[Ltrace-devel] ./ltrace: proc.c: 755: breakpoint_for_symbol: Assertion `bp->libsym == ((void *)0)' failed.

Petr Machata pmachata at redhat.com
Fri Nov 2 22:58:52 UTC 2012


"Edgar E. Iglesias" <edgar.iglesias at gmail.com> writes:

> On Fri, Nov 02, 2012 at 06:07:50PM +0100, Sedat Dilek wrote:
>> This happens with latest ltrace-git...
>>
>> ./ltrace: proc.c: 755: breakpoint_for_symbol: Assertion `bp->libsym ==
>> ((void *)0)' failed.
>> 
> I've seen this bug, and I'm actually inclined to think that the assert
> should go away and that we instead should somehow just not use that
> break point. But not sure, maybe Petr has more input on this.
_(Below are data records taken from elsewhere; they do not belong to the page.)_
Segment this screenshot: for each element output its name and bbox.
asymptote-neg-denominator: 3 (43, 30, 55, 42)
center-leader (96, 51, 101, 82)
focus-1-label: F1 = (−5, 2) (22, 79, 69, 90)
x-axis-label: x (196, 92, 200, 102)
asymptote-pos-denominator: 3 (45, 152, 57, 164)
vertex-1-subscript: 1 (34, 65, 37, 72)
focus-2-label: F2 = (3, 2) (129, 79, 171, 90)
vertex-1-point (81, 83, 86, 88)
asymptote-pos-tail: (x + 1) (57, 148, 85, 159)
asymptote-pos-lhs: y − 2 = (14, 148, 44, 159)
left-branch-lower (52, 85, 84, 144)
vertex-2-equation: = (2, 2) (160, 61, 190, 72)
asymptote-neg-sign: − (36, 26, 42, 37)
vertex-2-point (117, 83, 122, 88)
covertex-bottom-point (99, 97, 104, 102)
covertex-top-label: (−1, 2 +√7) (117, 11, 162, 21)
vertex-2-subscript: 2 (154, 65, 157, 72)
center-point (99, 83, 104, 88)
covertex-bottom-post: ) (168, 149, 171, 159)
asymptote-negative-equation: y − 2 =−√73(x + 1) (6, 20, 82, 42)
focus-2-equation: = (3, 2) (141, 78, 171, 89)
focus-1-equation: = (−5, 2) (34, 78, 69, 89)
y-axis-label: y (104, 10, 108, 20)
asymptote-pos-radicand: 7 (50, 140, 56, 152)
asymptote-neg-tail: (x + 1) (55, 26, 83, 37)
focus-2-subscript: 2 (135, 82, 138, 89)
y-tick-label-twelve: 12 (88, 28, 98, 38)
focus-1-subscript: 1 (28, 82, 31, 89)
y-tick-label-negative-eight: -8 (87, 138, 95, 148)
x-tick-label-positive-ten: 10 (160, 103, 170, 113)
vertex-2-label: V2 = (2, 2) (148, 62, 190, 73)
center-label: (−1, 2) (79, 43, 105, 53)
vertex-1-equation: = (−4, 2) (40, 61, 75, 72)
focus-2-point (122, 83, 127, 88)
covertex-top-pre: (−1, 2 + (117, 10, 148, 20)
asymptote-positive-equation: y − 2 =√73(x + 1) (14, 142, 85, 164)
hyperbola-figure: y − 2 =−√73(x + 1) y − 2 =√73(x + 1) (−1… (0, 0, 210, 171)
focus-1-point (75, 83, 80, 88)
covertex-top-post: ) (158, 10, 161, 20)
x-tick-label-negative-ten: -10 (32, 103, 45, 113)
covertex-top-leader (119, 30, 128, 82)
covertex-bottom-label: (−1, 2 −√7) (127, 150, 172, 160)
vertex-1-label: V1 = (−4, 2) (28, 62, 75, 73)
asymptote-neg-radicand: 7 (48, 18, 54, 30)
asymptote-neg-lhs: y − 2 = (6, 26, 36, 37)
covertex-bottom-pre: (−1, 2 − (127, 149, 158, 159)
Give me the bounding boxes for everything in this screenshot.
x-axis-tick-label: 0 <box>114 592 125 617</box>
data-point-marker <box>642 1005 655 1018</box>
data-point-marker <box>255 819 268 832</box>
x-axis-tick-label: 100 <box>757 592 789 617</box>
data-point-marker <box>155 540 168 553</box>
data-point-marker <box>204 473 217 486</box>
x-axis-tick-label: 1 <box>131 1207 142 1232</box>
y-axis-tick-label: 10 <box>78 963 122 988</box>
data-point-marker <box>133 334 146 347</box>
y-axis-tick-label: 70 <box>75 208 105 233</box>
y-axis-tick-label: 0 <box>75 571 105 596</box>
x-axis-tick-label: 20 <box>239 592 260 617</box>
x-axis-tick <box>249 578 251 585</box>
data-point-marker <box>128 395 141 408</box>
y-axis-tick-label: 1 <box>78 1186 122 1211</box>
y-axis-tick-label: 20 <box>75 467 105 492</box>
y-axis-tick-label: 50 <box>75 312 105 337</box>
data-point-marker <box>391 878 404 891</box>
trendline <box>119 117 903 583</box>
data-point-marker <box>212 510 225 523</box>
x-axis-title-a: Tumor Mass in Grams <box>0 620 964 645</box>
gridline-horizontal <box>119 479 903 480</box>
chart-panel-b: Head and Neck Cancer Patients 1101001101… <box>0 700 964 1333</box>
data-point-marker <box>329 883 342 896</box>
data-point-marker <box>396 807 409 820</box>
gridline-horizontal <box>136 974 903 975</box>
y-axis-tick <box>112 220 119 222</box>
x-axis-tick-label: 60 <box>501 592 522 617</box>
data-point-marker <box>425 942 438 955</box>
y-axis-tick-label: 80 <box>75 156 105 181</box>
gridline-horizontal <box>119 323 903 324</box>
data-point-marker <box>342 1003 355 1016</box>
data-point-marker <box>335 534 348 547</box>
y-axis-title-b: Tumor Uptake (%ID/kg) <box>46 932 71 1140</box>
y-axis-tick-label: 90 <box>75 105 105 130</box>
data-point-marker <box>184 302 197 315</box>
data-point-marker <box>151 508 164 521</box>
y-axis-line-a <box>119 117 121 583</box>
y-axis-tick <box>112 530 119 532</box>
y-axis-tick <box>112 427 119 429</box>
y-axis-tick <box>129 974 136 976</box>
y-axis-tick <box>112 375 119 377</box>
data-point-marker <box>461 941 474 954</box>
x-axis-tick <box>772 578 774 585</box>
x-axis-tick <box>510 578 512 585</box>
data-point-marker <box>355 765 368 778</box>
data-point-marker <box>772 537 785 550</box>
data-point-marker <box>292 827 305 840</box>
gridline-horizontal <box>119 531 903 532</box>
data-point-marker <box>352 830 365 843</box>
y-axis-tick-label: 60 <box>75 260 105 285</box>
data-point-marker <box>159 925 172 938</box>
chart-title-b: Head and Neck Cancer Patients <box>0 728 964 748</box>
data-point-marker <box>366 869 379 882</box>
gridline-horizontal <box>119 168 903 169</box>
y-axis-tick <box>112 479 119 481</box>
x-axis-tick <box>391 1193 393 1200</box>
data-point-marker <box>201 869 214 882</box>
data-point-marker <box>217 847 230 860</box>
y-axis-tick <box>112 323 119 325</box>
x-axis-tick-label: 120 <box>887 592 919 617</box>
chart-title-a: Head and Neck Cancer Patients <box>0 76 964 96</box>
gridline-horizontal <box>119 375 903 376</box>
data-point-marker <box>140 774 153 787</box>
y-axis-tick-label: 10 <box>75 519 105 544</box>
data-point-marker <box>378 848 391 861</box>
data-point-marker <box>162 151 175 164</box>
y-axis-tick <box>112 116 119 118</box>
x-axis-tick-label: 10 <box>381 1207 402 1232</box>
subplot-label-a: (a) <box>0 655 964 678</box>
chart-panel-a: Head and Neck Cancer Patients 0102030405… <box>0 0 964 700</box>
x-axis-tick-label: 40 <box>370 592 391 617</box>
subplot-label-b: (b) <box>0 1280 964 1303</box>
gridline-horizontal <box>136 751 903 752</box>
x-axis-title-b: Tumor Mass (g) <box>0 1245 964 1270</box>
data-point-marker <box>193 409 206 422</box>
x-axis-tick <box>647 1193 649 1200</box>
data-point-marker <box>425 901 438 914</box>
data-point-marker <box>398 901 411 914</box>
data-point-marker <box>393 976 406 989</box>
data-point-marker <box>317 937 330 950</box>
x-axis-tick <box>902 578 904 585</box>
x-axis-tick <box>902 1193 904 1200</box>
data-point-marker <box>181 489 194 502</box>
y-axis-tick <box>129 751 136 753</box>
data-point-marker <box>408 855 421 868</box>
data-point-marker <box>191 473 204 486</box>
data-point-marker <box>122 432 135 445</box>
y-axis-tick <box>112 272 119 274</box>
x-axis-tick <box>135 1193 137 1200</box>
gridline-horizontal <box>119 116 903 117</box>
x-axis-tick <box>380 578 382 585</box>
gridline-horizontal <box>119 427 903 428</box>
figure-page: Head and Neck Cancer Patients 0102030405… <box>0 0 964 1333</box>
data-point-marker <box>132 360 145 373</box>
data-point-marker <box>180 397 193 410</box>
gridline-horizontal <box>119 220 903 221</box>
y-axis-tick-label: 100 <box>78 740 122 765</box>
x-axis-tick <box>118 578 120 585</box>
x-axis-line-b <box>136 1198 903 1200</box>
If you assign more than one symbol to a breakpoint, and that breakpoint
hits, there's no way to tell which of the symbols actually hit.  So
there's no point storing more than one symbol to a breakpoint.  We could
still drop the assert and just ignore the symbol, as you write.

What might make sense is having several breakpoint handlers per
breakpoint, so that ltrace allows several service breakpoints per
address.  Software singlestepping in particular should work well even if
it steps over another breakpoint, service or not.  (As should normal
singlestepping, and I'm not positive that it does, but that's a
different can of worms.)

> The issue I've seen is with weak symbols that are made to point to
> other symbols. I think, I saw it with strlen IIRC. In our glibc,
> strlen points resolves to the same addr as __strlen but it's got
> it's own PLT entry and symbol.

Hmm, how about having two PLT slots, each for a different symbol, but
those symbols are aliases in the target library.  Ltrace filters
aliases, but only for purposes of -x.  For -e there's no way to tell
that they end up being aliases.  And normally you don't care anyway, but
on MIPS breakpoints are put not to PLT slots, but to destination
addresses.  That's how you end up needing two breakpoints on the same
address.  Could it be the cause?

If yes, then the reproducer is as simple as -e func -x func.

> I've got a local patch for it, but I unfortunately I haven't had much
> time lately to look at it further. My plan was to create a test case
> that hopefully can trig the issue on x86 aswell. Then we can work out
> a solution from there.

I guess on x86, one could trigger the same by IFUNC symbols, but those
will need to be supported at all in the first place.